Hovvdy is an Austin-based duo that has offering contemplative and emotionally rich slowcore pop songs since its 2014 self-titled debut EP. Its, self-titled full-length finds Hovvdy delivering some of its most finely crafted soundscapes to date. At times the music seems like experiments in sound design and experimental songwriting. Like Charlie Martin and Will Taylor hopped back to making demos on cassette and trying to capture some of that room ambiance and the analog warmth of it and translating the intimacy of that sound to a more high fidelity environment without losing the essential charm. With the storytelling on the album one imagines a box of Polaroids as a starting point for turning cherished memories into accessible songs. Whatever the methodology or inspiration or techniques it’s a long record that seems to also come out of wanting to write an album that would sound good for a road trip.

Gregory T.S. Walker, photo courtesy the artist

Saturday | 09.21
What: Minstrels and Minimoogs performed by Gregory T.S. Walker, Elena Camerin Young and Todd Reid celebrating the reissue of the cosmic medieval masterpiece w/Pete Swanson & Entrancer and Luke Leavitt
When: 8
Where: Glob ($15)
Why: Gregory T.S. Walker released Minstrels & Minimoogs in 1988 as a music for an immersive, multimedia performance that took place at the Fiske Planetarium on the University of Colorado Boulder campus. It was originally released as a one-sided 12” and was really only ever available at performances at Fiske. But the Freedom To Spend label co-owned by Pete Swanson of experimental music legends Yellow Swans is reissuing the record with a special performance this night including collaborative sets with Swanson and modular synth genius Entrancer as well as Luke Leavitt. It’ll be a unique live music experience showcasing idiosyncratic synth composition the likes of which may never happen again.

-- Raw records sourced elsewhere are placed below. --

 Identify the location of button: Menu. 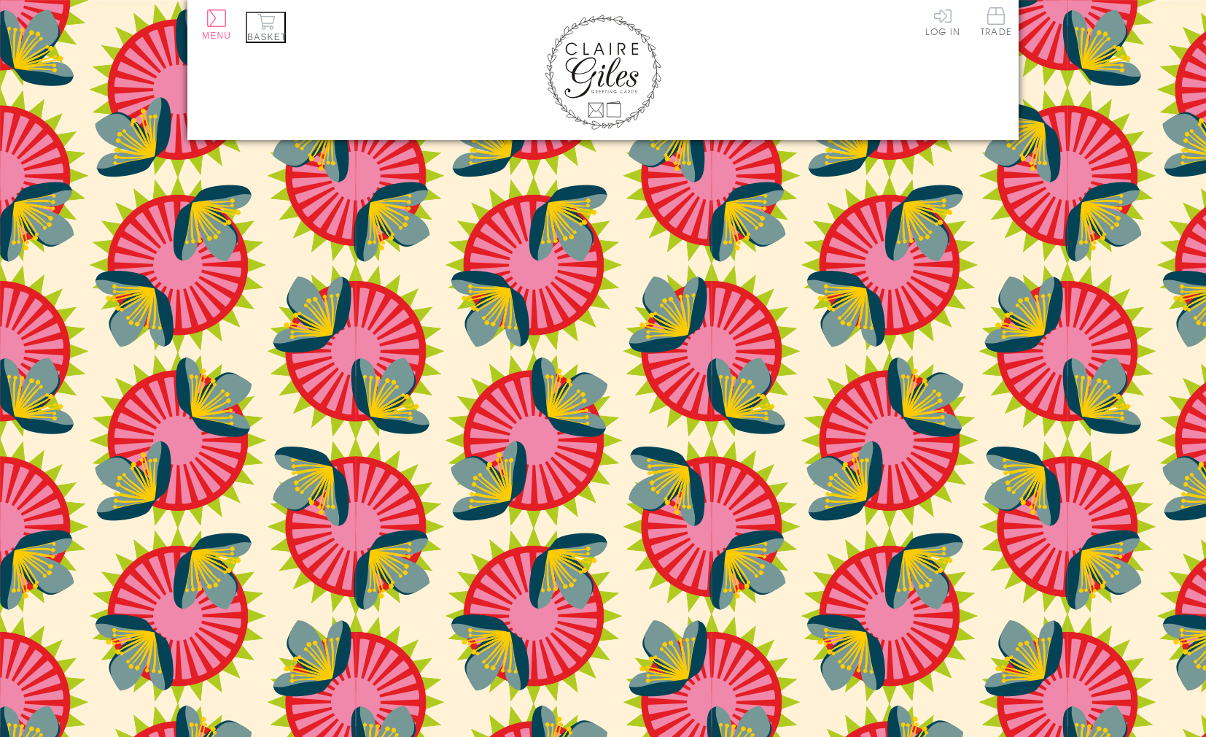
(217, 25).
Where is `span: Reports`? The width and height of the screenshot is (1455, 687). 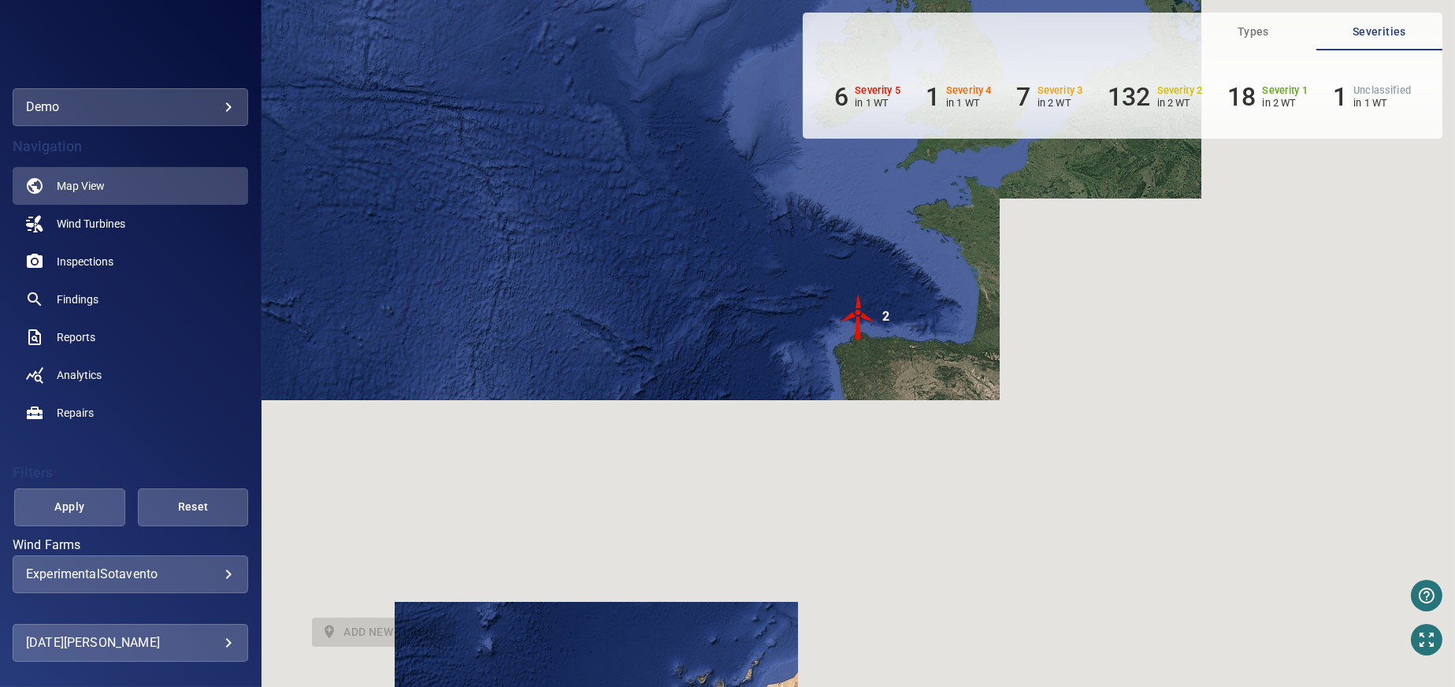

Why?, photo by Graham Tolbert

Saturday | 09.21
What: Why? w/NNAMDI
When: 7
Where: Meow Wolf
Why: Yoni Wolf sounds particularly lost and yearning on the new Why? Record The Well I Fell Into (2024). The song’s have a more acoustic aspect in the instrumentation this time around and that lends it a different kind of sonic intimacy than some of the project’s previous music. It’s pastoral in its stories of growing older and feeling obsolete and unsure of what is left in life when those moments of existential crisis impact broad areas of your life and hit as so heartfelt it can sink your spirit. But Wolf offers no pat answers, just poignant expressions of the part of one’s life when you’re not sure what it all means and what felt like the directions and focus points of your life have disappeared or gone adrift and you’re left trying to sort through that emotional wreckage that can collapse upon you suddenly and make sense of where your life needs to be next. Also on the bill is experimental pop and rock weirdo NNAMDI whose energetic and eclectic, surreal pop songs expand notions of what a pop song can sound like and what it’s rhythms and structures can be.

Willy Watson, photo by Hayden Shiebler

Saturday | 09.21
What: Willie Watson w/Tanasi and The Sullivan Sisters at Wildflower Fallgrass ‘24: A Pavilion Pickin’ Party Night 2
When: 5:30
Where: Planet Bluegrass (Lyons)
Why: Former Old Crow Medicine Show singer/guitarist/banjo player Willie Watson released his latest, self-titled, solo album on September 13. The early singles promised a set of spare and intimate folk songs featuring Watson’s expressive vibrato delivering earnest portraits of life with a broad range of subjects and moods. Watson’s lyrics seem refreshingly free of tropes and rich with poignant turns of phrase that give his spare songwriting a rare dimensionality that reward a deep listen.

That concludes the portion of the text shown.